Celadon hissed. “Of course I did. But they’ve never heard of Fell before. They don’t believe me.”
r /> “They don’t believe you? So you just left, let a whole city full of groundlings with the Fell about to feed on them and no idea—” He took a step forward and a wave of dizziness hit. He swayed, and Stone caught his arm to steady him.
Malachite said, “That’s enough.”
Moon and Stone ended up back in Moon’s bower in the empty consorts’ hall.
It was past sunset and the window into the hall was dark, the bower lit only by the spelled stones set into the carving. The Arbora had brought food and then scattered because Stone was intimidating, especially when he was irritated, and Moon’s mood wasn’t much better. Stone had made Moon eat before he let him talk anymore, and Moon had choked down the plates of raw meat without tasting any of it. Fell crossbreeds raised as Raksura, auguries, it was all too much to make sense of in one night. And the worse part, that the Fell were heading toward a completely unprepared groundling city. That thought brought vivid images of Saraseil to mind, the dakti hunting helpless groundlings through the streets, the kethel tunneling through the walls of stone buildings after the inhabitants who had tried to take shelter there. The fire, the gutted bodies. Fell attacks on cities were worse than on camps or small settlements. The groundlings were so often trapped in their own homes, with their defenses against other predators or groundling tribes useless against the Fell.
“There, I ate it,” he said finally, shoving the last empty plate away. The meat sat in his stomach like a rock. “Are you happy?”
“Do I look happy?” Stone paced on the far side of the bowl hearth. “I turn my back for two heartbeats and the court falls apart. All that trouble to get us back to our home colony and then this happens, you miserable, ungrateful children. I should never have bred in the first place.”

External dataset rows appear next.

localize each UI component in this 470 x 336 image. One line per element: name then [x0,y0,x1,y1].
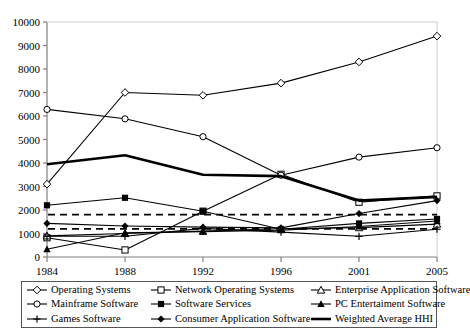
legend-item-label: Weighted Average HHI [335,314,433,325]
series-line [47,155,437,200]
legend-item-label: PC Entertaiment Software [335,299,445,310]
y-axis-tick-label: 9000 [18,40,41,52]
data-point-marker [200,134,206,140]
y-axis-tick-label: 4000 [18,157,41,169]
x-axis-tick-label: 2005 [426,265,449,277]
data-point-marker [44,106,50,112]
y-axis-tick-label: 5000 [18,134,41,146]
legend-item-label: Software Services [175,299,251,310]
series-operating-systems [43,32,441,188]
y-axis-tick-label: 3000 [18,181,41,193]
legend-marker-diamond-filled-icon [150,313,172,325]
legend-item-label: Network Operating Systems [175,285,294,296]
y-axis-tick-label: 0 [35,251,41,263]
series-line [47,36,437,184]
x-axis-tick-label: 1992 [192,265,214,277]
data-point-marker [43,220,50,227]
legend-marker-square-filled-icon [150,298,172,310]
legend-marker-plus-icon [26,313,48,325]
data-point-marker [200,208,206,214]
data-point-marker [44,202,50,208]
y-axis-tick-label: 1000 [18,228,41,240]
legend-item-label: Mainframe Software [51,299,138,310]
y-axis-tick-label: 6000 [18,110,41,122]
legend-item[interactable]: Mainframe Software [26,298,150,310]
legend-item[interactable]: PC Entertaiment Software [310,298,440,310]
legend-marker-square-open-icon [150,284,172,296]
data-point-marker [122,116,128,122]
legend-item[interactable]: Consumer Application Software [150,313,310,325]
legend-item[interactable]: Enterprise Application Software [310,284,440,296]
legend-item-label: Operating Systems [51,285,131,296]
legend-item[interactable]: Weighted Average HHI [310,313,440,325]
y-axis-tick-label: 7000 [18,87,41,99]
series-line [47,198,437,229]
y-axis-tick-label: 8000 [18,63,41,75]
y-axis-tick-label: 2000 [18,204,41,216]
legend-marker-triangle-open-icon [310,284,332,296]
legend-marker-none-icon [310,313,332,325]
legend-item[interactable]: Network Operating Systems [150,284,310,296]
data-point-marker [122,195,128,201]
legend-item[interactable]: Operating Systems [26,284,150,296]
x-axis-tick-label: 1996 [270,265,293,277]
data-point-marker [122,247,128,253]
x-axis-tick-label: 1988 [114,265,137,277]
series-network-operating-systems [44,171,440,253]
legend-marker-diamond-open-icon [26,284,48,296]
legend-item-label: Enterprise Application Software [335,285,470,296]
data-point-marker [355,233,362,240]
legend-item-label: Consumer Application Software [175,314,310,325]
data-point-marker [355,210,362,217]
data-point-marker [356,154,362,160]
y-axis-tick-label: 10000 [13,16,41,28]
data-point-marker [355,58,363,66]
legend-item[interactable]: Software Services [150,298,310,310]
chart-legend: Operating SystemsNetwork Operating Syste… [21,281,437,328]
data-point-marker [199,92,207,100]
series-weighted-average-hhi [47,155,437,200]
x-axis-tick-label: 1984 [36,265,59,277]
data-point-marker [434,145,440,151]
series-line [47,109,437,175]
legend-item-label: Games Software [51,314,121,325]
data-point-marker [433,32,441,40]
x-axis-tick-label: 2001 [348,265,370,277]
legend-item[interactable]: Games Software [26,313,150,325]
legend-marker-triangle-filled-icon [310,298,332,310]
legend-marker-circle-open-icon [26,298,48,310]
data-point-marker [277,79,285,87]
series-line [47,174,437,250]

This had been a recurring theme since leaving Malachite and the others in the queens’ hall. Moon was right: Stone’s view of Opal Night’s request for Moon’s return was radically different than anyone else’s. Stone seemed to think that Indigo Cloud had had the option of simply refusing and had only given in out of some desire to personally irritate him. Moon had earlier pointed out that he had suggested simply refusing and the others had said it was impossible, but by this point he had given up trying to argue rationally. He just said, “I’m not related to you.”